Notorious killer Graham Dwyer sees his last hope for freedom extinguished

The Supreme Court ruled unanimously that evidence of mobile phone data was admissible at Dwyer’s trial and affirmed Dwyer’s conviction for murder
Notorious killer Graham Dwyer sees his last hope for freedom extinguished

Graham Dwyer is serving a life sentence after he was convicted at the Central Criminal Court in 2015 of the murder of Elaine O’Hara. File picture

Almost from the moment he was sent to Midlands Prison in 2015 for the horrific murder of Elaine O’Hara, one of Ireland’s most notorious killers had been working diligently to overturn that conviction.

The decision on Wednesday by the Supreme Court to deny 51-year-old architect Graham Dwyer’s final appeal against that conviction saw a truly dangerous man finally run out of road, and belatedly brought closure to a crime that shocked the nation.

The conviction of Dwyer for the 2012 murder of the 36-year-old childcare worker was far from a surprise.

He had conducted a secretive, sadistic relationship with the woman who had a history of self-esteem and mental health issues for at least five years, and had initially denied that relationship when first arrested.

A mountain of text message evidence had shown in graphic detail his desire to kill, and his callous use of a vulnerable, damaged woman to that end.

The discovery of a multitude of evidence at Vartry Reservoir in 2013, mere days before Elaine O’Hara’s body itself was found in the Dublin Mountains, eventually led to a mobile phone found at the site being linked to Dwyer himself via painstaking forensic work involving mobile phone mast pings and the passage of Dwyer’s car through Ireland’s toll booths.

Elaine O'Hara's remains were found on Killakee mountain and she was identified from dental records. File picture: Garda/PA Wire
Elaine O'Hara's remains were found on Killakee mountain and she was identified from dental records. File picture: Garda/PA Wire

In reality, the sole merit of his appeal hinged on a technicality — that being whether or not the phone data used to convict him of a near-three-year-old crime should have been admissible, given the statute of limitations for the retention of such data under European law, which has primacy over the law of individual EU states, had long passed by the time of Dwyer’s trial.

The fact that, legally, Dwyer had a point highlights how the law can often be a double-edged sword.

The killer’s objections to his conviction hinged on the proven fact that Ireland’s then law governing the indefinite retention of phone data — the same legislation used to access Dwyer’s phone metadata by the gardaí — had been ruled as out of step with European law by the Court of Justice of the European Union (CJEU) in 2014 in a landmark case taken by privacy advocacy body Digital Rights Ireland, a ruling which was subsequently reaffirmed by the European court on multiple occasions.

In terms of proving that Dwyer committed the murder of Elaine O’Hara, no physical evidence existed. The crime was particularly nefarious given the victim’s history of mental illness — for a year following her disappearance and before the discovery of her body on Killakee Mountain, the general supposition had been that she had taken her own life.

Appeal process

Dwyer’s civil appeal process in the High Court regarding the validity of the phone data evidence was eventually referred to the CJEU for guidance. In April 2022 that court ruled, as expected, in Dwyer’s favour and stated that Ireland’s 2011 data retention legislation was indeed incompatible with European law.

Immediately following that judgement Ireland’s Department of Justice began the process of belatedly updating the data retention law, eight years after first being told that what was then in place was invalid.

This begs the uncomfortable question — would Dwyer ever have been convicted if the Irish Government had actually updated the law here in 2014 as it had been obligated to do?

Regardless, both the Court of Appeal in March 2023 and the Supreme Court on Wednesday gave short shrift to the killer’s complaints that the data used to convict him was invalid.

Indeed, the Supreme Court’s decision had been pre-empted as recently as last month when it dismissed the similar appeal of Caolan Smyth over his conviction — on the basis of phone traffic and location data — in 2021 at the Special Criminal Court for the attempted murder of James ‘Mago’ Gately.

In Dwyer’s case, the State’s highest court ruled unanimously that, leaving aside the disputed phone data evidence, “overwhelming and unanswerable” alternate evidence — including graphic videos recovered from laptops underlining the violent nature of his relationship with Elaine O’Hara — existed to support his conviction.

With that, the last hope of a man who thoroughly deserves to spend the rest of his life in prison was extinguished. Ireland is a safer country for it.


→ Activity: Leaving out the pictures, restate each record below word for word.

--- Data shown ---

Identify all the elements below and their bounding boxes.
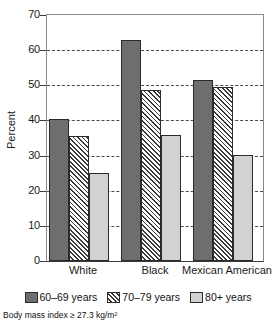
y-tick-label-60: 60 bbox=[12, 44, 40, 55]
y-tick-mark-20 bbox=[40, 191, 46, 192]
chart-legend: 60–69 years70–79 years80+ years bbox=[0, 288, 276, 306]
bar bbox=[89, 173, 109, 261]
legend-label: 80+ years bbox=[205, 292, 251, 303]
y-tick-mark-60 bbox=[40, 50, 46, 51]
y-tick-mark-30 bbox=[40, 156, 46, 157]
bar-groups bbox=[47, 15, 263, 261]
bar bbox=[121, 40, 141, 261]
bar bbox=[213, 87, 233, 261]
bar bbox=[193, 80, 213, 261]
y-tick-mark-70 bbox=[40, 15, 46, 16]
legend-item: 70–79 years bbox=[107, 292, 180, 303]
bar bbox=[233, 155, 253, 261]
bar-group bbox=[191, 15, 263, 261]
bar-group bbox=[119, 15, 191, 261]
bar bbox=[49, 119, 69, 261]
legend-item: 80+ years bbox=[190, 292, 251, 303]
y-tick-mark-50 bbox=[40, 85, 46, 86]
legend-swatch-icon bbox=[190, 292, 203, 303]
y-tick-label-10: 10 bbox=[12, 220, 40, 231]
legend-label: 60–69 years bbox=[40, 292, 98, 303]
y-tick-mark-0 bbox=[40, 261, 46, 262]
y-tick-mark-40 bbox=[40, 120, 46, 121]
bar bbox=[161, 135, 181, 262]
legend-item: 60–69 years bbox=[25, 292, 98, 303]
legend-label: 70–79 years bbox=[122, 292, 180, 303]
x-tick-label: Mexican American bbox=[167, 264, 276, 277]
chart-figure: 010203040506070 Percent WhiteBlackMexica… bbox=[0, 0, 276, 324]
bar bbox=[69, 136, 89, 261]
legend-swatch-icon bbox=[107, 292, 120, 303]
bar bbox=[141, 90, 161, 261]
chart-footnote: Body mass index ≥ 27.3 kg/m² bbox=[3, 310, 117, 320]
y-tick-mark-10 bbox=[40, 226, 46, 227]
bar-group bbox=[47, 15, 119, 261]
y-tick-label-70: 70 bbox=[12, 9, 40, 20]
x-axis: WhiteBlackMexican American bbox=[0, 264, 276, 280]
legend-swatch-icon bbox=[25, 292, 38, 303]
y-tick-label-20: 20 bbox=[12, 185, 40, 196]
y-axis-title: Percent bbox=[5, 88, 17, 172]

---

→ Your solution:
Identify all the elements below and their bounding boxes.
y-tick-label-60: 60 bbox=[12, 44, 40, 55]
y-tick-mark-20 bbox=[40, 191, 46, 192]
chart-legend: 60–69 years70–79 years80+ years bbox=[0, 288, 276, 306]
bar bbox=[89, 173, 109, 261]
legend-label: 80+ years bbox=[205, 292, 251, 303]
y-tick-mark-60 bbox=[40, 50, 46, 51]
y-tick-mark-30 bbox=[40, 156, 46, 157]
bar-groups bbox=[47, 15, 263, 261]
bar bbox=[121, 40, 141, 261]
bar bbox=[213, 87, 233, 261]
bar bbox=[193, 80, 213, 261]
y-tick-mark-70 bbox=[40, 15, 46, 16]
legend-item: 70–79 years bbox=[107, 292, 180, 303]
bar bbox=[233, 155, 253, 261]
bar-group bbox=[191, 15, 263, 261]
bar-group bbox=[119, 15, 191, 261]
bar bbox=[49, 119, 69, 261]
legend-item: 80+ years bbox=[190, 292, 251, 303]
y-tick-mark-50 bbox=[40, 85, 46, 86]
legend-swatch-icon bbox=[190, 292, 203, 303]
y-tick-label-10: 10 bbox=[12, 220, 40, 231]
legend-label: 60–69 years bbox=[40, 292, 98, 303]
y-tick-mark-0 bbox=[40, 261, 46, 262]
y-tick-mark-40 bbox=[40, 120, 46, 121]
bar bbox=[161, 135, 181, 262]
legend-item: 60–69 years bbox=[25, 292, 98, 303]
legend-label: 70–79 years bbox=[122, 292, 180, 303]
x-tick-label: Mexican American bbox=[167, 264, 276, 277]
chart-figure: 010203040506070 Percent WhiteBlackMexica… bbox=[0, 0, 276, 324]
bar bbox=[69, 136, 89, 261]
legend-swatch-icon bbox=[107, 292, 120, 303]
bar bbox=[141, 90, 161, 261]
chart-footnote: Body mass index ≥ 27.3 kg/m² bbox=[3, 310, 117, 320]
y-tick-mark-10 bbox=[40, 226, 46, 227]
bar-group bbox=[47, 15, 119, 261]
y-tick-label-70: 70 bbox=[12, 9, 40, 20]
x-axis: WhiteBlackMexican American bbox=[0, 264, 276, 280]
legend-swatch-icon bbox=[25, 292, 38, 303]
y-tick-label-20: 20 bbox=[12, 185, 40, 196]
y-axis-title: Percent bbox=[5, 88, 17, 172]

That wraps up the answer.